Original title: Ka Fei Shan: Si Zhou
During the course of an unspecified research project, college student Shi Min wanders Singapore's graveyards and photographs tombstones. One day, she photographs the wrong one. The mandatory mad elderly lady's warning of a terrible curse comes too late, and a ghost latches on to Shi Min. Thanks to the ghostly infection, the student develops a peculiar limp, has short moments of atypical behaviour (aka makes possession faces) and suffers from nightmares of being raped by a gang of five men. She also suffers from a handful of coffee-related terrors. Looks like the (now coffee-hating) ghost that is troubling Shi Min belongs to a woman raped and murdered decades ago by a group of coffee plantation workers. The poor dead darling is still looking for vengeance.
Even if you know as little about a local culture of filmmaking as I do of that in Singapore at this moment, you don't need any of that knowledge to be sure that someone is going to grab a camera, a few amateur actors and make a horror film based on an urban legend in any given place and time. The film at hand is very probably shot without proper permissions, and the lack of a budget prevents the appearance of much special effects beyond a little blood and (very little) ghost make-up. Although the lead actress shows some excellent gymnastics talent at the film's grand finale, which is its own sort of special effect.
The script only makes for a thirty minute movie (whose DVD is padded out by a documentary that sees the actors take a stroll around the film's graveyard accompanied by the local paranormal society), but that does at least leave the film without filler and gives it a feeling of tightness.
So, not surprisingly, Curse of the Coffee Hill isn't exactly a masterpiece, but it's perfectly watchable if you take it for the basically good-natured trifle it is. There are certainly worse ways to kill half an hour.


Task requirements:
Give again, word for word, every line below from the one that has "This screenshot has width=1008, height=478." through the one that has "In order to click on span: Beta", both included, and no others.
━━━━━ Exercise materials ━━━━━
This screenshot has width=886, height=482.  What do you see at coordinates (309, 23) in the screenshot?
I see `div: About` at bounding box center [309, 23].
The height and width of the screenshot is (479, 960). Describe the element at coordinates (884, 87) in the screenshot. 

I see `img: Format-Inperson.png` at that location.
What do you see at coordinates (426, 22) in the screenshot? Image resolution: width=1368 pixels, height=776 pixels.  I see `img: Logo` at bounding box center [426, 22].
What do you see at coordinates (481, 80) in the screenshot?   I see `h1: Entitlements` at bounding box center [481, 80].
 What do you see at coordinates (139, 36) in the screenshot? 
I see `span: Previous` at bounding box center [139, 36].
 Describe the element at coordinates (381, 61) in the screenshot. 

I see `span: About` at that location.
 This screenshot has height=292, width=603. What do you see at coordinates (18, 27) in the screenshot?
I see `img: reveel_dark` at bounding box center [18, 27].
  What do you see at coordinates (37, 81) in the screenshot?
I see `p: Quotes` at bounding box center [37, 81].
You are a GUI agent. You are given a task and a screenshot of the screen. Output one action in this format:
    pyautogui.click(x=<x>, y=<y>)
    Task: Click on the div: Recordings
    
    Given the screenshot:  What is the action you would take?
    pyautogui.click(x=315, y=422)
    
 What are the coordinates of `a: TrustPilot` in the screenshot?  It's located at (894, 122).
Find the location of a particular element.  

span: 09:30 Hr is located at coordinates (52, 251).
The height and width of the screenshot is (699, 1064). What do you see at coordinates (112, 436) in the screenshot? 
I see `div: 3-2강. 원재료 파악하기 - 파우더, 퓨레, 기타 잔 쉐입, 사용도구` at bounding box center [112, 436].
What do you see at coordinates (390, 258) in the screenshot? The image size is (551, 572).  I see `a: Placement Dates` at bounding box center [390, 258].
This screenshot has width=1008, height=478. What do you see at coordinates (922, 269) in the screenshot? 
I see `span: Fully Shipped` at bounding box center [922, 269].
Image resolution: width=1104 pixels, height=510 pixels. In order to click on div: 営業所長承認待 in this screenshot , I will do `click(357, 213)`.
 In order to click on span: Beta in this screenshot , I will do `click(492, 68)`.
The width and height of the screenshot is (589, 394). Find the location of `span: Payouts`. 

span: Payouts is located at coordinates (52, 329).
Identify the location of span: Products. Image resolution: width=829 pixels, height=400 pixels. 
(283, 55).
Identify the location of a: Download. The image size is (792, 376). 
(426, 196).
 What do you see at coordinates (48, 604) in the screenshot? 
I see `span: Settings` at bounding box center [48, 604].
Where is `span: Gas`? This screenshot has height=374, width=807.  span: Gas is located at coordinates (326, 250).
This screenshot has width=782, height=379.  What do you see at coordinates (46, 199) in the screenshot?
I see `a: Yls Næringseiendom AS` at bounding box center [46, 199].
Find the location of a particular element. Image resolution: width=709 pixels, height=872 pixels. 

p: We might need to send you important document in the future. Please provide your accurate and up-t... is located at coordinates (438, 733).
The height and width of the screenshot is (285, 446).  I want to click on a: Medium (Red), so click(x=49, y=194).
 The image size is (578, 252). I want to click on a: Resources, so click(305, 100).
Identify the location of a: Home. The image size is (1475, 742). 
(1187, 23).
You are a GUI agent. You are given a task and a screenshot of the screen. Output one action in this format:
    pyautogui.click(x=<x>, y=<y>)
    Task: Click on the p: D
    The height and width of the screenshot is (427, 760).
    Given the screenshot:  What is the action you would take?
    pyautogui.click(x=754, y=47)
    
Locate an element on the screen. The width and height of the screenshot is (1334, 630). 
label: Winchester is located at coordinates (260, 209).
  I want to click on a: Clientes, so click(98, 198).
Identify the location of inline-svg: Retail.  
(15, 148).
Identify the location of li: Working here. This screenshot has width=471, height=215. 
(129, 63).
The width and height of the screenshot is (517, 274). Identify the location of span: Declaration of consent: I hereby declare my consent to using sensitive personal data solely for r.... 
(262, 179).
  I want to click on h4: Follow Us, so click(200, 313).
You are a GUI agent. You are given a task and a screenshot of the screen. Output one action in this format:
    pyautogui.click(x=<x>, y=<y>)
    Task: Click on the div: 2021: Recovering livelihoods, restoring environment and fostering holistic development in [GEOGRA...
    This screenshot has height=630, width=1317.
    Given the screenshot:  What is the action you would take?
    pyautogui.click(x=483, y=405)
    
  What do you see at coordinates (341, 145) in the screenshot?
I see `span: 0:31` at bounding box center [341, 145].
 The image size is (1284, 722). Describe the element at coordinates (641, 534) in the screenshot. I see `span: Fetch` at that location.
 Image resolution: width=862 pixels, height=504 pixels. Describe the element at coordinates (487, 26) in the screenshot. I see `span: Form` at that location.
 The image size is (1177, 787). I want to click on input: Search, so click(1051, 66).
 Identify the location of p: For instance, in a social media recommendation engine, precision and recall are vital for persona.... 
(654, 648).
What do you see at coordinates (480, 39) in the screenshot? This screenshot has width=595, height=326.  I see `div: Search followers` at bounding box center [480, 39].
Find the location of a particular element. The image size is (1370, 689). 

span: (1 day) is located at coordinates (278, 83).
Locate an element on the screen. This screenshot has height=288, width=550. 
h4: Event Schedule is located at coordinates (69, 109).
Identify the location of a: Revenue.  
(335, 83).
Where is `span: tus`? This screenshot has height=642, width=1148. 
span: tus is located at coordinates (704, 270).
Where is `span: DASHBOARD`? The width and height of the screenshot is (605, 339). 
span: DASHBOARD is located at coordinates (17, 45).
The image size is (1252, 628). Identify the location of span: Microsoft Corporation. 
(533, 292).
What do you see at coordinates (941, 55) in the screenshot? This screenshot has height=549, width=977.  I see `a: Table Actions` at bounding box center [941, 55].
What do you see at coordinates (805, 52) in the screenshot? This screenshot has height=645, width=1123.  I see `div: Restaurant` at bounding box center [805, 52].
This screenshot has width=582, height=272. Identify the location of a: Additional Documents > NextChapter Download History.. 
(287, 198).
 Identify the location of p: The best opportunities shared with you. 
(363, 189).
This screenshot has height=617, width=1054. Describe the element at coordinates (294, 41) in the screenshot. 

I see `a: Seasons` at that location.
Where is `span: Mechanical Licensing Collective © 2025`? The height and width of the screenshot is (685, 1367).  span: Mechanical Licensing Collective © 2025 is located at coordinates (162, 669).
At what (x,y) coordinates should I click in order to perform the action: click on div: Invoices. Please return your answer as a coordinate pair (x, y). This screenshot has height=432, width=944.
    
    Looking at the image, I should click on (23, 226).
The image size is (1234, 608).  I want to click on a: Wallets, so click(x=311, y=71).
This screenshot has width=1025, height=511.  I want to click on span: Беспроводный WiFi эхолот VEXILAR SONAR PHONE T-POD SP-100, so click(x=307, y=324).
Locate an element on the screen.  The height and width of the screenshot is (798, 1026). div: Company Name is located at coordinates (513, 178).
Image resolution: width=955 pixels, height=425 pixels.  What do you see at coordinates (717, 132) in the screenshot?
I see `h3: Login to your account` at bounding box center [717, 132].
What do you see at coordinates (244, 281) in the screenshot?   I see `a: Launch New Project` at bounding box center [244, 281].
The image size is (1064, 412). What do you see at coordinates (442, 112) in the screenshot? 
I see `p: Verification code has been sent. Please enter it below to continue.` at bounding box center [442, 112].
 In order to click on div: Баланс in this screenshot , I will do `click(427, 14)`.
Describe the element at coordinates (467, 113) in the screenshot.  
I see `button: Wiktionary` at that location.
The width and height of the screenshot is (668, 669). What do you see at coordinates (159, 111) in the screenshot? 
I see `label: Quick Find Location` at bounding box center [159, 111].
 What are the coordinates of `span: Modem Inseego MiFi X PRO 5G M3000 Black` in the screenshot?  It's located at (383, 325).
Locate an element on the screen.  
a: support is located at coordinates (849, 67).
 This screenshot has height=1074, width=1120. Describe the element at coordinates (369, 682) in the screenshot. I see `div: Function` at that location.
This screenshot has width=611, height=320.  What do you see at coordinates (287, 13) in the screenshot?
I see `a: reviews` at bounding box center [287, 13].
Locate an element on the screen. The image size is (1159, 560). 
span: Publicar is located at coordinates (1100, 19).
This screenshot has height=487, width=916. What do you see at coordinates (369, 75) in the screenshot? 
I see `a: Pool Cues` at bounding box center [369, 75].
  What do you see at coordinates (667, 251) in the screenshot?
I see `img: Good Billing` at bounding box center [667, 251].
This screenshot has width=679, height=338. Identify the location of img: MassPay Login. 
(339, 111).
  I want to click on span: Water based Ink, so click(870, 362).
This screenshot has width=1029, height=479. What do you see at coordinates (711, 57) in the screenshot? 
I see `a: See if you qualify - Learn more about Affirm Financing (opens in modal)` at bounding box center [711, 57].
━━━━━
Solution to this problem:
This screenshot has width=1008, height=478. What do you see at coordinates (922, 269) in the screenshot? 
I see `span: Fully Shipped` at bounding box center [922, 269].
Image resolution: width=1104 pixels, height=510 pixels. In order to click on div: 営業所長承認待 in this screenshot , I will do `click(357, 213)`.
 In order to click on span: Beta in this screenshot , I will do `click(492, 68)`.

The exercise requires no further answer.